Silent Film Concert featuring Back to God's Country (1919)
Where: Club SAW (67 Nicholas St.), Tuesday December 11, 2012, at 7:30pm, $10, 16FPS, 85mins
What: Live concert featuring score by Mike Dubue of the HILOTRONS with special musical guests.
Back to God's Country (1919) is Canada's oldest surviving feature film and it was Canada's biggest box-office hit of the silent film era. The film will play with a live musical accompaniment composed by HILOTRONS founder Mike Dubue. The evening will also feature a performance of Mike's new score for the silent short documentary Ice, which looks at the practice of ice harvesting from frozen lakes and rivers in the era before electric refrigeration. The film was produced by the Ontario Motion Picture Bureau (OMPB)and we are lucky it still survives. The vast majority of the OMPB's films were melted down to recover the silver nitrate contained in their film emulsion, an act ordered by the Ontario government, which was desperate for money during the Great Depression.

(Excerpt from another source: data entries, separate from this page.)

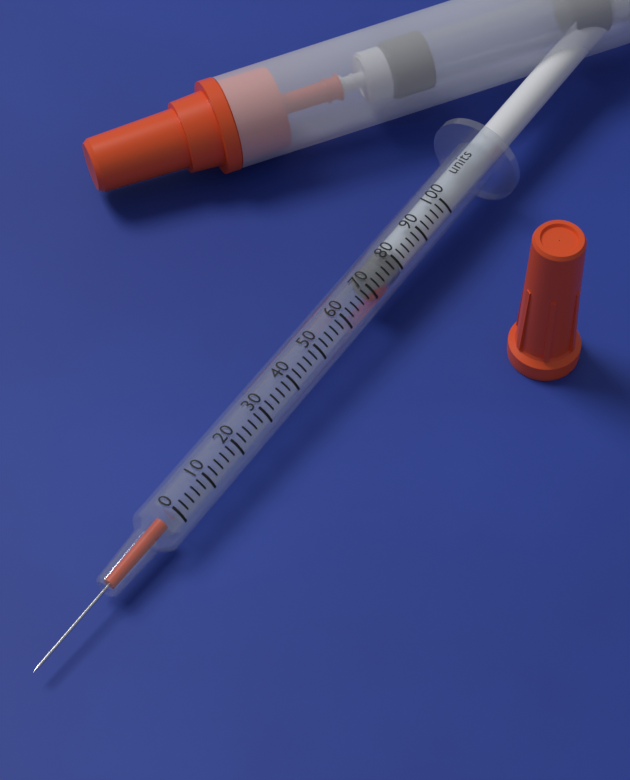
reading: 72 units
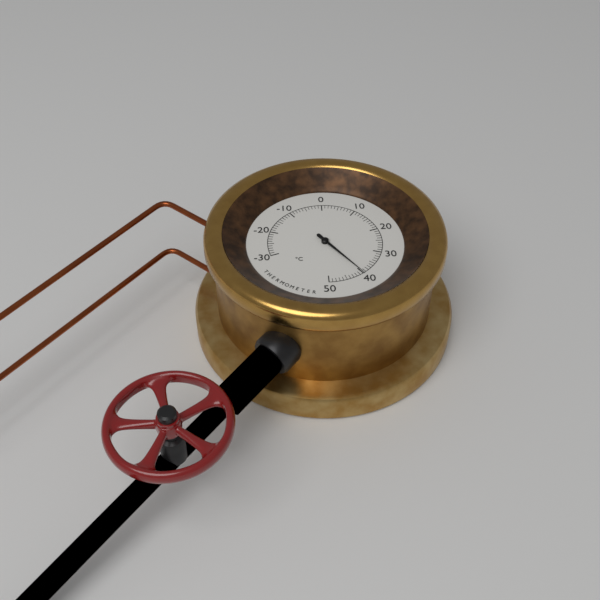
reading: 40 °C
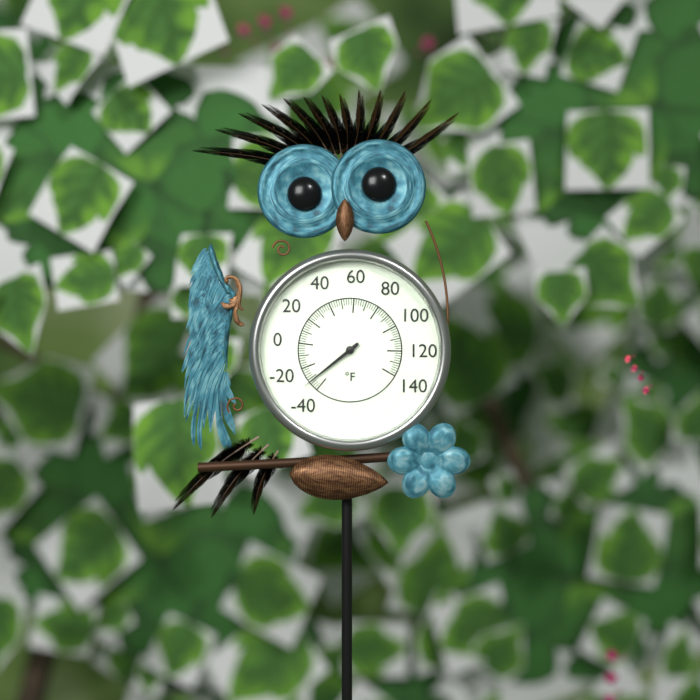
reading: -32 °F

Our feature presentation, Back to God's Country, is based on a novel by American author James Oliver Curwood, one of the most popular authors of the early 20th Century. He specialized in wilderness adventure tales, somewhat in the mold of Jack London (his novel The Grizzly King was later adapted into The Bear in 1994 by Jean Jacques Annaud). Many of Curwood's novels were set in Canada and he was known for his sympathetic portrayals of both animals and women, so it's clear why its Canadian star Nell Shipman – writer/director/actress and animal trainer - would be attracted to the the story. The plot, concerning a young woman's race across the Canadian arctic to rescue her injured husband from a dastardly villain, gives her plenty of opportunity to showcase her skills. Shipman wrote the scenario for the adaptation and supervised the film's editing, smartly changing the focus of the plot from “loyal dog rescues man” to “loyal wife rescues husband, with the help of a loyal dog”.

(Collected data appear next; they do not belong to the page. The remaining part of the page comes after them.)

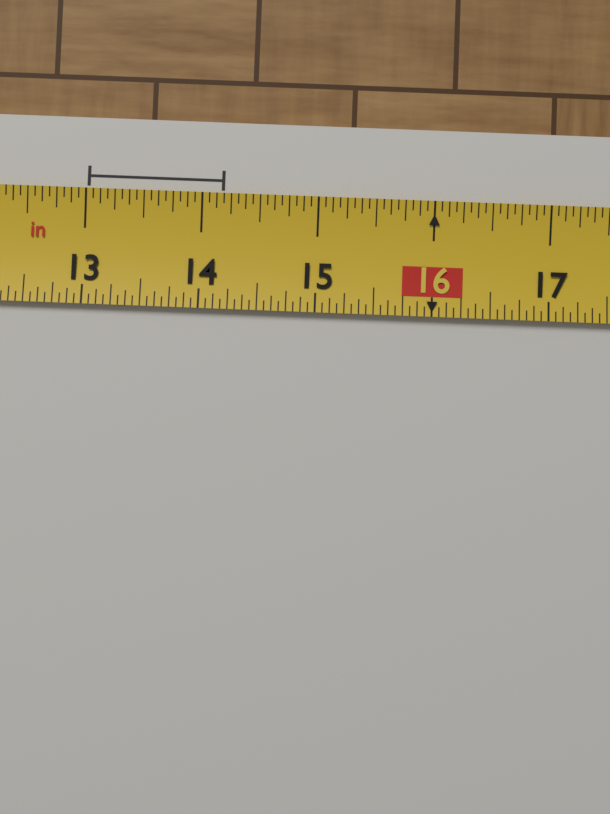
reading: 14.1875 in
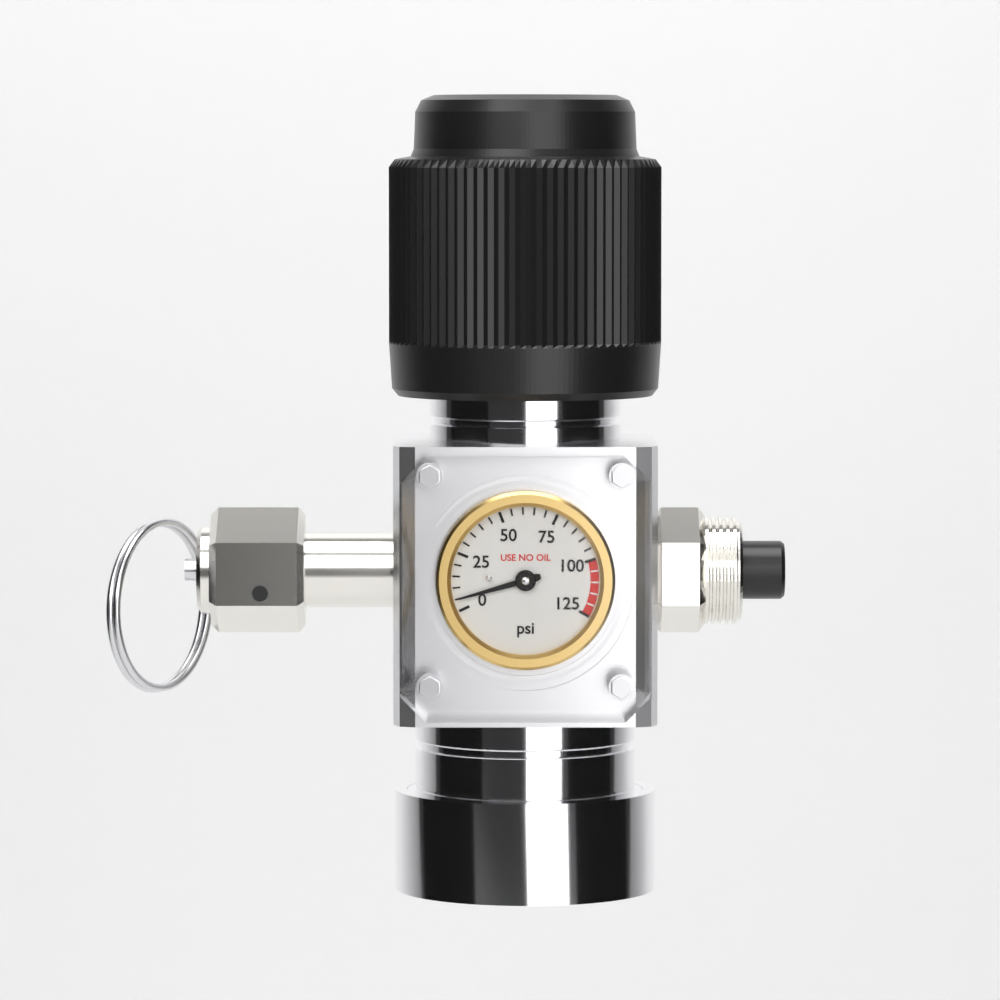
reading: 5 psi
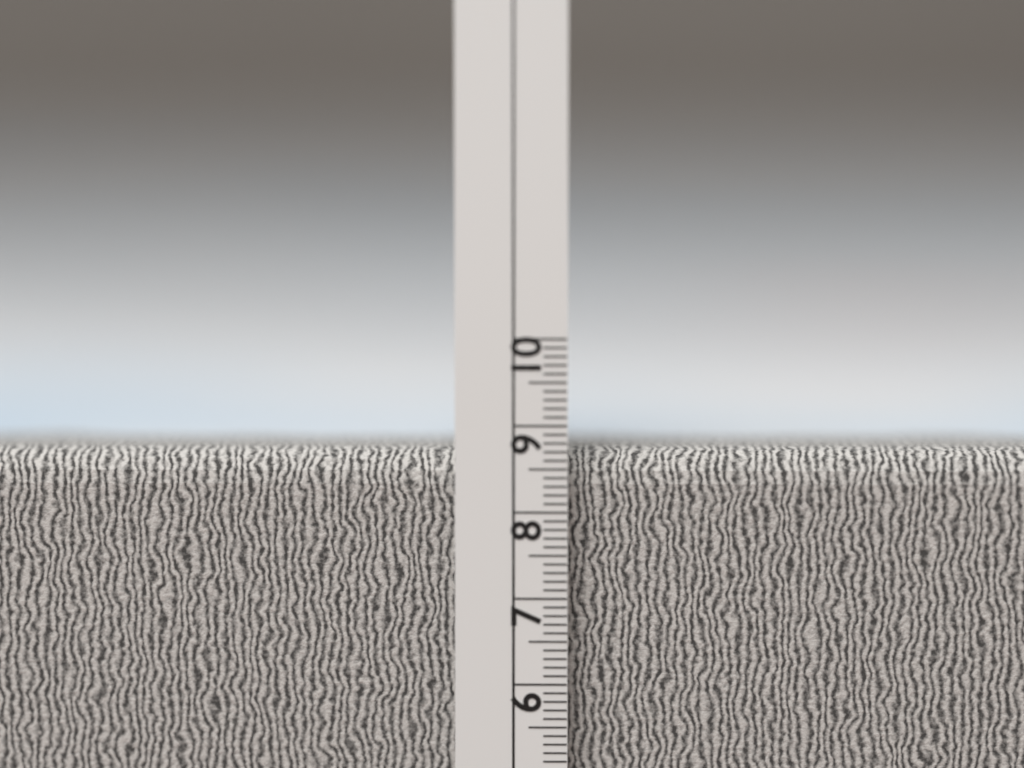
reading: 8.7 cm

Born Helen Foster-Barham in 1892 in Victoria, B.C., Nell Shipman moved to the United States when she was 13 and was writing and acting in Hollywood movies by the age of 20. She starred in twenty-six films in total. With a full complement of wild animals, rugged landscapes, rousing action and a pre-Hays Code nude scene (often credited as the first full-frontal nude scene by a leading actress in a feature-length film), Back to God's Country cemented Shipman's reputation as one of the most ambitious and daring entrepreneurs of the silent film age. Most of Nell Shipman's films were shot in the United States, but Back to God's Country was filmed both in the USA and in Canada in order to take advantage of the Canadian winter. The winter scenes were shot 160 miles north of Edmonton on Lesser Slave Lake, where the crew braved daytime temperatures of -40 degrees Fahrenheit (which, funnily enough, also happens to be -40 degrees Celsius!).

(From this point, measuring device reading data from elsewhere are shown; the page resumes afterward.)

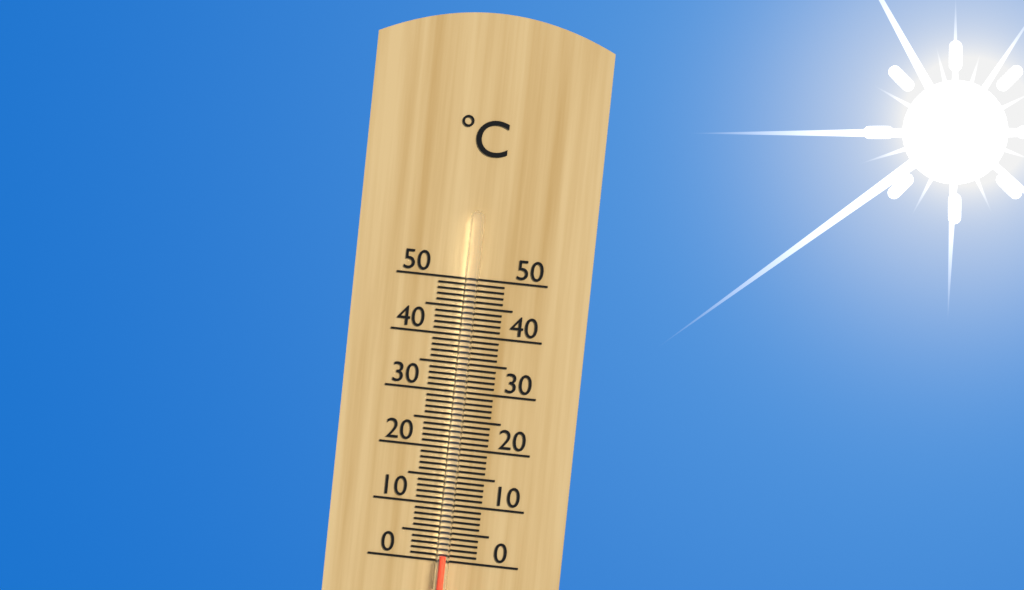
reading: 1 °C
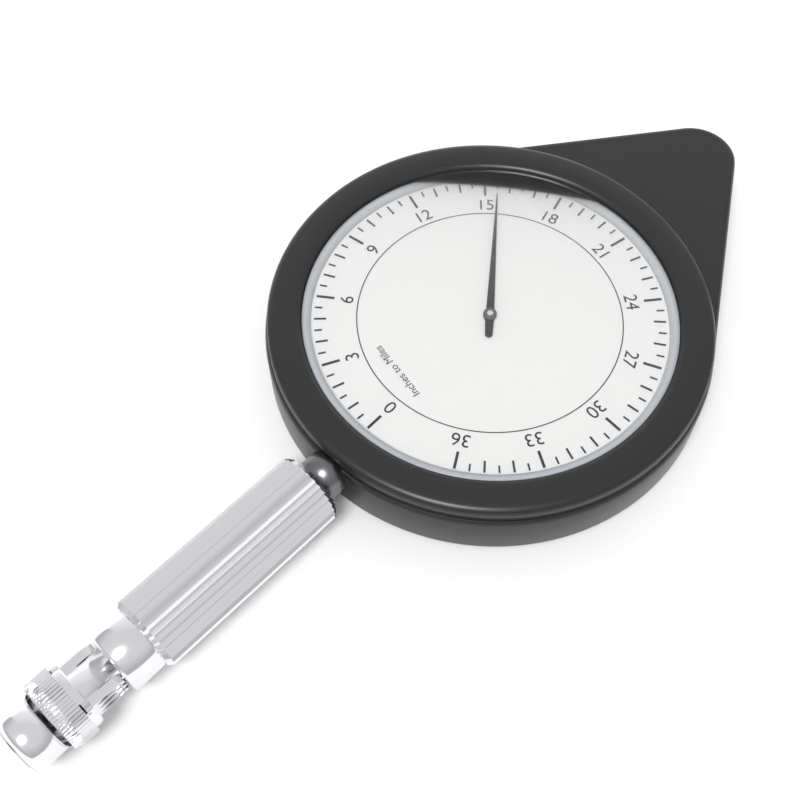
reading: 15.5 miles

The film was produced by Nell Shipman's Ottawa-born husband Ernest Shipman, who partnered with James Oliver Curwood to form the company Canadian Photoplays Ltd. Ernest Shipman managed to drum up financing through some investors in Calgary and recruited American David Hartford to direct. Hartford capably showcased the natural charms of both his star and the wilderness, aided greatly by first-time feature cameraman Joseph Walker, who later went on to shoot 18 feature films for director Frank Capra, including the classics It's A Wonderful Life and Lost Horizon, becoming one of Hollywood's most famed cinematographers.
Back to God's Country ended up playing around the world to big audiences. In New York City, it opened at the Capitol Theatre on Broadway, then the world's newest and most luxurious movie palace, with 5300 seats. The film became the most financially successful Canadian-produced film of the silent era, grossing around a million-and-a-half dollars (which would be around 25 million dollars today), earning back roughly 300% of its production budget. This was a remarkable feat in a time when most movies only lasted one week in the theatre, and it's largely a testament to the skillful efforts of its savvy and pioneering Canadian star working with a top-notch production team.
The film is lots of fun, and even better with live music!